Real estate execs gave $400K to Cuomo’s PAC. NYC is suing them for building disrepair.

May 8, 2025, 6:30 a.m.

The city has sued the donors over conditions in at least 20 of their buildings over the past year.

hole in ceiling

Fix the City? How about just fixing your buildings, tenants and their advocates say.

The political action committee backing Andrew Cuomo’s bid for mayor — dubbed “Fix the City” — has collected at least $410,000 from real estate executives and companies currently being sued by the city that Cuomo hopes to lead, according to a Gothamist review of court records. All of the lawsuits against the landlords were filed by the city’s Department of Housing Preservation and Development over their alleged failure to correct dangerous conditions in apartment buildings they own or manage.
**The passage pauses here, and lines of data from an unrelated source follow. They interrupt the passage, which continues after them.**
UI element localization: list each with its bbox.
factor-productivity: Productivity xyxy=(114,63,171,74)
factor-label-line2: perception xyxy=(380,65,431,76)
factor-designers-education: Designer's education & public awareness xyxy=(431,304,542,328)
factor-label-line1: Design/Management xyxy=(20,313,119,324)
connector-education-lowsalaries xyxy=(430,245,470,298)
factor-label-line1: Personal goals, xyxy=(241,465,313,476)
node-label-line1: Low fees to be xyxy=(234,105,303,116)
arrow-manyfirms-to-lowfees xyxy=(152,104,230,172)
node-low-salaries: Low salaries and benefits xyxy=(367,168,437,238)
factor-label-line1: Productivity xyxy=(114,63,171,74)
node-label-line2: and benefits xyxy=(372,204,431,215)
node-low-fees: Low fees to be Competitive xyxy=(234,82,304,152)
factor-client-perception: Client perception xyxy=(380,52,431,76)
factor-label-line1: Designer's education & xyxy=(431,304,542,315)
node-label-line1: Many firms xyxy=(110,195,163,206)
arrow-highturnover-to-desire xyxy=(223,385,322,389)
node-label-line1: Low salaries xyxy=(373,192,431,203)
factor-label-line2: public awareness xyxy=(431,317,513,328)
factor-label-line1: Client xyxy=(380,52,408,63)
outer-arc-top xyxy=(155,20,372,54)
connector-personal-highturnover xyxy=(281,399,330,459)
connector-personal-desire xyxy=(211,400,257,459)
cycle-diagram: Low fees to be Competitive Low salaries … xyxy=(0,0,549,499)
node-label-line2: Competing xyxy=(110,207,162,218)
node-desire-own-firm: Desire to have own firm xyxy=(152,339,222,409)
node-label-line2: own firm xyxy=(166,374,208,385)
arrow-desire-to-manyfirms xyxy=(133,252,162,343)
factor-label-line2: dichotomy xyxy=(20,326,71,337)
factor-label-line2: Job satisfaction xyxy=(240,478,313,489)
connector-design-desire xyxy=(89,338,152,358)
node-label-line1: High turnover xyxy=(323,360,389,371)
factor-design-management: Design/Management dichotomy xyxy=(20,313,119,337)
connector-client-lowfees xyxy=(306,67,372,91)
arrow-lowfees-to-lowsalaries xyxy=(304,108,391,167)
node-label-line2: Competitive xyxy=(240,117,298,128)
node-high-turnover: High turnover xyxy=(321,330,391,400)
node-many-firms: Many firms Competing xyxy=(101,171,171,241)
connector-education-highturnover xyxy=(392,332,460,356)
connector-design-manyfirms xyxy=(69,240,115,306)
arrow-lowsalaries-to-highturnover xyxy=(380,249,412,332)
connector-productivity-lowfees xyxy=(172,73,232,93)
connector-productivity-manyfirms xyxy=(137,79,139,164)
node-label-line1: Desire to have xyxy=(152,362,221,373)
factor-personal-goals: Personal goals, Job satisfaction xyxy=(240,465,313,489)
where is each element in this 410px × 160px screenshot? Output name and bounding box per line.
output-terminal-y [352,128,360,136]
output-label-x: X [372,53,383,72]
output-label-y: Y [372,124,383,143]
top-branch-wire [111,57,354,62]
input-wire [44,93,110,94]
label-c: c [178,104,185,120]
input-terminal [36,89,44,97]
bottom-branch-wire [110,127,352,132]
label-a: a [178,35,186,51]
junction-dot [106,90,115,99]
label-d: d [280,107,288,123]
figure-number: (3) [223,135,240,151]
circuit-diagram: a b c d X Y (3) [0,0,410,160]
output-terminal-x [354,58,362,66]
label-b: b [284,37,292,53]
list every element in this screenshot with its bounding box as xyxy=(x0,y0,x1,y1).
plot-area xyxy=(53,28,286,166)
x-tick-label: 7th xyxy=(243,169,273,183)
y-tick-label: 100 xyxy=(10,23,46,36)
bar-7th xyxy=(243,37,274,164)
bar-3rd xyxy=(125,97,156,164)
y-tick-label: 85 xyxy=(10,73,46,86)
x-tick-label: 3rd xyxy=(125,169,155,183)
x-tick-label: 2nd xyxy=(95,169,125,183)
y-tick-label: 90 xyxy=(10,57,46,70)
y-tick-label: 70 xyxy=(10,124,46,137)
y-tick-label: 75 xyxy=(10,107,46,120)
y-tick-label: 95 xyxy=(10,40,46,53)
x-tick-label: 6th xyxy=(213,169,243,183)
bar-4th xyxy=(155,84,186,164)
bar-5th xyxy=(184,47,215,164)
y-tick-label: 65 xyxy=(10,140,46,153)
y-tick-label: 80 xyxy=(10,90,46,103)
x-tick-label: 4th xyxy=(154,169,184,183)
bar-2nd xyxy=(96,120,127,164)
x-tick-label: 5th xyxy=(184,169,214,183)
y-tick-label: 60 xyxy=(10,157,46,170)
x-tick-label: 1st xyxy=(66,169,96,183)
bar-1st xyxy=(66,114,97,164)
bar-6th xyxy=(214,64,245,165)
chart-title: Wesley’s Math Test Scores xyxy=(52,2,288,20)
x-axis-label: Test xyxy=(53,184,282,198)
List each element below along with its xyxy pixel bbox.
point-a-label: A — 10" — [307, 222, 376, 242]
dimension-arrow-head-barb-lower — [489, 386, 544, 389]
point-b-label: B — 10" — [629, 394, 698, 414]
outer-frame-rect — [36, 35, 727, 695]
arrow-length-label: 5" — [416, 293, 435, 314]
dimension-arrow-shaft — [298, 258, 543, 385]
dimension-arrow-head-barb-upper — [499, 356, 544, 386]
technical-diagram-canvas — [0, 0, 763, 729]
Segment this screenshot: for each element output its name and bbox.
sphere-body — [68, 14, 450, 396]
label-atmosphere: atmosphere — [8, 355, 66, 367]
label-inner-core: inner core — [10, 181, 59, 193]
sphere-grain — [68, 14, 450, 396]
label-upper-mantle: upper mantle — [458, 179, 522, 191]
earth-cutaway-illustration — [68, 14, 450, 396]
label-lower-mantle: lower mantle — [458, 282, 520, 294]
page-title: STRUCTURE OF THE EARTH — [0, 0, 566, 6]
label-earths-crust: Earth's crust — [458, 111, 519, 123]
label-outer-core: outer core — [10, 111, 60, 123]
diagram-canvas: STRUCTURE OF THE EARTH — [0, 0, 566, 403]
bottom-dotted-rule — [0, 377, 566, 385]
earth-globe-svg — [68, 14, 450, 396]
The list of Cuomo contributors hit with lawsuits includes two six-figure spenders: Peter Fine, a developer who furnished the former governor’s PAC with $250,000; and A&E Real Estate Executive Chair Douglas Eisenberg, who gave $125,000. The city’s housing agency has sued Fine 16 times over violations in his companies’ buildings in the past year and has named Eisenberg in four ongoing lawsuits over dangerous conditions in his company’s Queens complexes.

HPD spokesperson Natasha Kersey said the agency’s decisions are not influenced by well-connected property owners.
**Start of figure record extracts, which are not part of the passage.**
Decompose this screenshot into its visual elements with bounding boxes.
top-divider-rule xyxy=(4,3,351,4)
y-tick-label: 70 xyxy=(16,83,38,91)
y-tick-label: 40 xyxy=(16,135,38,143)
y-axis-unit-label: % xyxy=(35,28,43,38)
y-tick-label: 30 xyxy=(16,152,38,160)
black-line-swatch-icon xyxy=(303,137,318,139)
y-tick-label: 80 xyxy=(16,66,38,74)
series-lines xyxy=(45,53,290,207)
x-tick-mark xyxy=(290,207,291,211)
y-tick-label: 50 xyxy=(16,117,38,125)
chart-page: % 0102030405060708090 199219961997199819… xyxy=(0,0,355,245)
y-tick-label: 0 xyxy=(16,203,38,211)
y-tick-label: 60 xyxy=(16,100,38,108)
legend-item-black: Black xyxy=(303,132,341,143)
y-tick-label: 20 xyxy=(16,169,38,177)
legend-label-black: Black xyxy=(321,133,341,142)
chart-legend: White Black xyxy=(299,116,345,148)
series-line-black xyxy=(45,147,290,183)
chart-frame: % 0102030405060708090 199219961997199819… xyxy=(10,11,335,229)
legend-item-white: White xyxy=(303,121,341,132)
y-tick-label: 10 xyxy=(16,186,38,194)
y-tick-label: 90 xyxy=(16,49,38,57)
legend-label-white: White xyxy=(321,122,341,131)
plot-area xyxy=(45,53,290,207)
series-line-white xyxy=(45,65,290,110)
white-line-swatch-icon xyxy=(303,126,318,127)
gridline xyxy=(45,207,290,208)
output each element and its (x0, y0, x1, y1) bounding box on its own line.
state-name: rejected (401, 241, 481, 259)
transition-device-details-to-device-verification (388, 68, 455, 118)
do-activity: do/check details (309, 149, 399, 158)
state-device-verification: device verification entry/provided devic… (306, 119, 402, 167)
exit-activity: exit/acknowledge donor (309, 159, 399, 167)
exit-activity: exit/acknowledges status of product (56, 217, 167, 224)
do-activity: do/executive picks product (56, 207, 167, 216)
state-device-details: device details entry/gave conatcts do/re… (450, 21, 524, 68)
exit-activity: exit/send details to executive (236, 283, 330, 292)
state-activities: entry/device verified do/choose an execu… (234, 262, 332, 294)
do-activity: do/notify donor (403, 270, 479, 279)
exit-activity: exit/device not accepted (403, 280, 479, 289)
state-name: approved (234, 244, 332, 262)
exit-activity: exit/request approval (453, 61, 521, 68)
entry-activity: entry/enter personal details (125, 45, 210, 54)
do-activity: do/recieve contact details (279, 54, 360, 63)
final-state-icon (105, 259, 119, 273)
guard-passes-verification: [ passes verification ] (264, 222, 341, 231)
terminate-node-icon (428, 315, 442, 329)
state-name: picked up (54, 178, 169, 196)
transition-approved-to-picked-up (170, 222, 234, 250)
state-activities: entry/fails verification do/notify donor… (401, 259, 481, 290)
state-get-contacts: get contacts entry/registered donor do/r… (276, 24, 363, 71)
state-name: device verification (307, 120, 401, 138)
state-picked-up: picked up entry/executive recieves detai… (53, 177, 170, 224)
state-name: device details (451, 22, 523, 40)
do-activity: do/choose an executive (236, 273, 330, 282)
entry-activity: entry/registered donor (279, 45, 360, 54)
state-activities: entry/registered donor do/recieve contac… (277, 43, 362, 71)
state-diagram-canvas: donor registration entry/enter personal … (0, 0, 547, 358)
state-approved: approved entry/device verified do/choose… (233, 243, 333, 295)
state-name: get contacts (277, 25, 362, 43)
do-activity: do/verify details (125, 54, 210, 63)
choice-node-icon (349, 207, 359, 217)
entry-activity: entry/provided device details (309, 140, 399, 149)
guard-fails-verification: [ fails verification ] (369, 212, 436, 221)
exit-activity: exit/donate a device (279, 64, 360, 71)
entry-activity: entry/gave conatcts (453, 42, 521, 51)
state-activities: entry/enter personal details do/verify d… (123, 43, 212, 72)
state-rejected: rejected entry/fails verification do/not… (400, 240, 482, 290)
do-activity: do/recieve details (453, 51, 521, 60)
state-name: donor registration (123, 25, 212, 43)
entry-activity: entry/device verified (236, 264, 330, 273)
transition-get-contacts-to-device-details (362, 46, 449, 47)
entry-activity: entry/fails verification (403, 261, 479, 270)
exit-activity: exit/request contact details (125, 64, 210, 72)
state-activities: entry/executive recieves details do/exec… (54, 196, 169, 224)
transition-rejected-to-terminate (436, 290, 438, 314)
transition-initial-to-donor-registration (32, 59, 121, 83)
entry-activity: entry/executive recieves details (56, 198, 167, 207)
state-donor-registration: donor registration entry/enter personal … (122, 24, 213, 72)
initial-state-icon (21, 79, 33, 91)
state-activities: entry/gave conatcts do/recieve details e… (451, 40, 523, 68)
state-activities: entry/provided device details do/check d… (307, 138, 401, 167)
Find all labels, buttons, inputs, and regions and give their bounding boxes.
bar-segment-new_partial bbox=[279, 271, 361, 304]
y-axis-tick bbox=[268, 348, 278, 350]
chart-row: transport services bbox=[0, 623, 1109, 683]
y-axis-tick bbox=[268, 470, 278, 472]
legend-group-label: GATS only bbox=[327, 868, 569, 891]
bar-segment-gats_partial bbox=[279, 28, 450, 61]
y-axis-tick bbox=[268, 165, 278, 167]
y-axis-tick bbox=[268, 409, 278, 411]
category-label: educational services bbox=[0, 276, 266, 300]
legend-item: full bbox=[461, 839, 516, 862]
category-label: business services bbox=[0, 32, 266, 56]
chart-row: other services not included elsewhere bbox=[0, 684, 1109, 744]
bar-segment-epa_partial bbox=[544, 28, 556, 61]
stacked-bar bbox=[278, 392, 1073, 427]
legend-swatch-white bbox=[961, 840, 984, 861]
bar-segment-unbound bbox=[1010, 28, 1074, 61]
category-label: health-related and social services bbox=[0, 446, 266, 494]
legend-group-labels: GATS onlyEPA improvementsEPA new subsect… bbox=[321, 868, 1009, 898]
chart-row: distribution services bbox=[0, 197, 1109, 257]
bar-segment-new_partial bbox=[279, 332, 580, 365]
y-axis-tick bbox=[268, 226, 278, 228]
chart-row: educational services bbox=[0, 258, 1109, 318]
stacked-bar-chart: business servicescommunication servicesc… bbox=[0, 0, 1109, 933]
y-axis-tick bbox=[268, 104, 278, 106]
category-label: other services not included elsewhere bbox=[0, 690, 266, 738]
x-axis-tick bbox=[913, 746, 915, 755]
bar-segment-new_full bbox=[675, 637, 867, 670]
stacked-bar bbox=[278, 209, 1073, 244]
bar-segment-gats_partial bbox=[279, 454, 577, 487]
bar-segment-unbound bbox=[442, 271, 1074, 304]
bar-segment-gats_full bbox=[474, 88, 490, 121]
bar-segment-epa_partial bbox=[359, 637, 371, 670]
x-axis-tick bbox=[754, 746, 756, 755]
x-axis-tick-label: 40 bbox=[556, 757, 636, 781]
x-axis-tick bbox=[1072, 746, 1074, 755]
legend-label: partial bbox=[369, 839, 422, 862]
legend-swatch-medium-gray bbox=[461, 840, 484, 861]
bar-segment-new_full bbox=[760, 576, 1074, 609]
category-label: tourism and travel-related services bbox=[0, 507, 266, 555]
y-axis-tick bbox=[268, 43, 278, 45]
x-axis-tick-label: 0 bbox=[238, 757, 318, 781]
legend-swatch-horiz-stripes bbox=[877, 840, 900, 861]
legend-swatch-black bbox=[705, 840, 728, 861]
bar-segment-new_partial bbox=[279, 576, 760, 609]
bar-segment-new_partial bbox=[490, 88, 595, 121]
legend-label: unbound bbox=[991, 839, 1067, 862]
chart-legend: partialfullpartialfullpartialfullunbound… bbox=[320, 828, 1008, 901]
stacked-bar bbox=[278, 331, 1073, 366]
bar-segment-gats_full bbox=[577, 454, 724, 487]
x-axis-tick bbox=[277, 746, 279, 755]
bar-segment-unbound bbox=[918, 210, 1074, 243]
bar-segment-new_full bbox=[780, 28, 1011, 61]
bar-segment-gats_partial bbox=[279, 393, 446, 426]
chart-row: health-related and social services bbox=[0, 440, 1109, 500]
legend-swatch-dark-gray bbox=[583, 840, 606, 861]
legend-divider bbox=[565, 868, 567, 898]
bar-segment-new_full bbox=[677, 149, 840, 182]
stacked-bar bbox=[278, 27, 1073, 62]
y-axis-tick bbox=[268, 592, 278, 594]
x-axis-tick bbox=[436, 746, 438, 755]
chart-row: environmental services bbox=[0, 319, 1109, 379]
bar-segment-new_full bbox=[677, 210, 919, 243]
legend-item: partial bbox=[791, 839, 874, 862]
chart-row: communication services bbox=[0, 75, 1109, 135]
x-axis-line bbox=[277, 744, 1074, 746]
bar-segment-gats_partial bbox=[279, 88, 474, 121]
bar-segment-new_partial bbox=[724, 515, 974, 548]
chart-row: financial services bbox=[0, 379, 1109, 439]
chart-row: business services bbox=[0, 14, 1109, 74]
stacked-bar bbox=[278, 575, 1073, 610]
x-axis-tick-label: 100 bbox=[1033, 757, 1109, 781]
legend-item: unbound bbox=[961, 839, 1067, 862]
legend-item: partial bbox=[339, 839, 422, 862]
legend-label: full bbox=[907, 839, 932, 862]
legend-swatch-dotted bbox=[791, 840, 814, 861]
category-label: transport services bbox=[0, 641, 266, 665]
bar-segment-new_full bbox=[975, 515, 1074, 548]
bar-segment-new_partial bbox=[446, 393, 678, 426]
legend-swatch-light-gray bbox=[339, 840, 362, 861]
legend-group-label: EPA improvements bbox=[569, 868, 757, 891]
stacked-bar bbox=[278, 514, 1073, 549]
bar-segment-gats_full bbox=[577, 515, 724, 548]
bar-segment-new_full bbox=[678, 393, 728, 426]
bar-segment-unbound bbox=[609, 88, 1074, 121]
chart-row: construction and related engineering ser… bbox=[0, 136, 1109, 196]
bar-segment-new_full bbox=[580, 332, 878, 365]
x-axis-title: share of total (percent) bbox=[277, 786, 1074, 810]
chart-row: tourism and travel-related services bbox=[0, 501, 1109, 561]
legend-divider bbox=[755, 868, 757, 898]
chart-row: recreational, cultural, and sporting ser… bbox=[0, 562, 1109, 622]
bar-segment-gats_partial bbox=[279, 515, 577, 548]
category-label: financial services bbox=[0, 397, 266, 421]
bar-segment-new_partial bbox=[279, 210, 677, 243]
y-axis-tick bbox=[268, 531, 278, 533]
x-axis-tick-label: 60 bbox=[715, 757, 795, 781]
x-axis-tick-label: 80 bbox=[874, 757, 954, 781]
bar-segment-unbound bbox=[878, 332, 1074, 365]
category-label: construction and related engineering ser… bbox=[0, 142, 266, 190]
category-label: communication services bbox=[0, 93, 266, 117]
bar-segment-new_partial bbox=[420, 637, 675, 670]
But good government groups and tenant advocates say the contributions raise questions about what the donors hope to gain in exchange for their largesse if Cuomo were elected mayor. That may include a housing agency that’s more lenient when it comes to problems at their properties, they said.
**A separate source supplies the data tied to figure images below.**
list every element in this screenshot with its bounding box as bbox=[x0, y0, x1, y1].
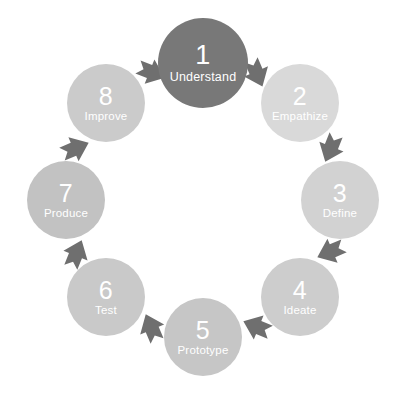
cycle-node-number: 5 bbox=[196, 318, 210, 343]
cycle-node-prototype[interactable]: 5Prototype bbox=[164, 298, 242, 376]
cycle-node-label: Test bbox=[95, 305, 117, 317]
cycle-node-label: Produce bbox=[44, 208, 88, 220]
cycle-node-label: Understand bbox=[170, 71, 237, 84]
cycle-node-label: Prototype bbox=[177, 345, 228, 357]
cycle-node-define[interactable]: 3Define bbox=[301, 161, 379, 239]
cycle-node-label: Ideate bbox=[283, 305, 316, 317]
cycle-node-ideate[interactable]: 4Ideate bbox=[261, 258, 339, 336]
cycle-node-number: 8 bbox=[99, 84, 113, 109]
cycle-node-label: Empathize bbox=[272, 111, 328, 123]
cycle-node-label: Define bbox=[323, 208, 357, 220]
cycle-node-test[interactable]: 6Test bbox=[67, 258, 145, 336]
cycle-node-label: Improve bbox=[85, 111, 128, 123]
process-cycle-diagram: 1Understand2Empathize3Define4Ideate5Prot… bbox=[0, 0, 406, 401]
cycle-node-improve[interactable]: 8Improve bbox=[67, 64, 145, 142]
cycle-node-understand[interactable]: 1Understand bbox=[158, 18, 248, 108]
cycle-node-number: 6 bbox=[99, 278, 113, 303]
cycle-node-number: 7 bbox=[59, 181, 73, 206]
cycle-node-number: 1 bbox=[195, 42, 211, 69]
cycle-node-empathize[interactable]: 2Empathize bbox=[261, 64, 339, 142]
cycle-node-number: 2 bbox=[293, 84, 307, 109]
cycle-node-number: 3 bbox=[333, 181, 347, 206]
cycle-node-produce[interactable]: 7Produce bbox=[27, 161, 105, 239]
cycle-node-number: 4 bbox=[293, 278, 307, 303]
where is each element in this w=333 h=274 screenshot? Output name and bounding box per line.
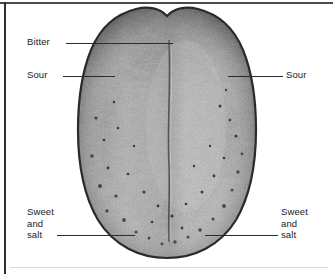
label-bitter: Bitter — [27, 36, 50, 48]
leader-line-bitter — [66, 43, 173, 44]
leader-line-sweet-salt-right — [205, 235, 278, 236]
label-sour-left: Sour — [27, 69, 47, 81]
tongue-taste-map-figure: Bitter Sour Sour Sweet and salt Sweet an… — [0, 0, 333, 274]
label-sweet-salt-left: Sweet and salt — [27, 206, 54, 241]
leader-line-sour-left — [63, 76, 115, 77]
frame-left-rule — [4, 2, 6, 274]
label-sweet-salt-right: Sweet and salt — [281, 206, 308, 241]
tongue-illustration — [74, 6, 260, 260]
frame-bottom-rule — [10, 267, 328, 268]
leader-line-sour-right — [228, 76, 283, 77]
label-sour-right: Sour — [286, 69, 306, 81]
tongue-drawing — [74, 6, 260, 260]
frame-top-rule — [0, 2, 333, 4]
leader-line-sweet-salt-left — [57, 235, 135, 236]
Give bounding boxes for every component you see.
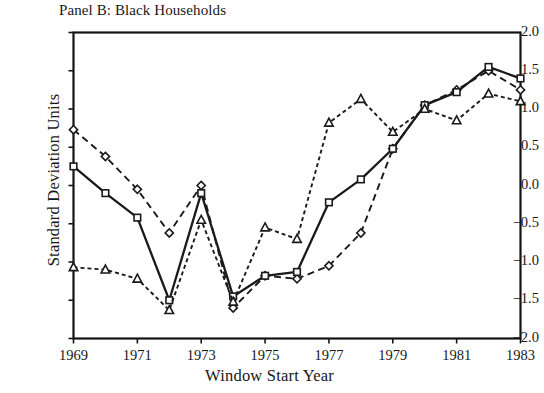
data-point-square (262, 272, 269, 279)
data-point-triangle (293, 234, 301, 242)
data-point-triangle (261, 223, 269, 231)
data-point-square (326, 199, 333, 206)
data-point-square (358, 176, 365, 183)
data-point-triangle (516, 97, 524, 105)
data-point-triangle (197, 215, 205, 223)
data-point-triangle (357, 94, 365, 102)
data-point-square (517, 75, 524, 82)
series-square-series (70, 64, 524, 304)
data-point-diamond (516, 86, 524, 94)
x-axis-label: Window Start Year (0, 366, 539, 386)
data-point-triangle (133, 274, 141, 282)
data-point-square (294, 269, 301, 276)
data-point-triangle (101, 265, 109, 273)
data-point-square (134, 214, 141, 221)
data-point-diamond (197, 181, 205, 189)
data-point-square (485, 64, 492, 71)
data-point-square (198, 190, 205, 197)
data-point-triangle (484, 89, 492, 97)
data-point-square (166, 297, 173, 304)
data-point-diamond (165, 229, 173, 237)
data-point-triangle (325, 118, 333, 126)
y-axis-label: Standard Deviation Units (44, 30, 64, 330)
data-point-triangle (452, 116, 460, 124)
series-line (74, 67, 521, 300)
panel-title: Panel B: Black Households (59, 2, 226, 19)
data-point-square (70, 163, 77, 170)
data-point-square (453, 89, 460, 96)
data-point-square (102, 190, 109, 197)
data-point-diamond (357, 229, 365, 237)
axes-frame (74, 33, 521, 339)
data-point-square (389, 145, 396, 152)
data-point-triangle (69, 263, 77, 271)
“It's a terrible look,” said Susan Lerner, executive director of the organization Common Cause New York. “It appears to be trying to buy access and influence over a candidate who is reported to be the front-runner.”

Cuomo, one of at least eight Democrats challenging incumbent Mayor Eric Adams, has led every primary poll since announcing his candidacy in March. His spokesperson Rich Azzopardi declined to comment on the contributions to a political action committee barred by law from coordinating with the campaign.

1490 Boston Road in the Bronx.

Overall, real estate executives and companies have poured millions into the pro-Cuomo Super PAC, which has reported raising more than $6.2 million as of May 5.

Lerner said the large donations “create cynicism on the part of the voters as the campaign finance system is not protecting their best interests.”

A 2010 Supreme Court decision known as Citizens United v. Federal Election Commission allows outside committees to raise unlimited amounts of money from companies and individuals and use the cash to promote a candidate, as long as they don’t coordinate directly with a campaign. But no laws prohibit candidates from signaling to the PACs when it comes to messaging that could boost their campaigns — something Cuomo has done through his website.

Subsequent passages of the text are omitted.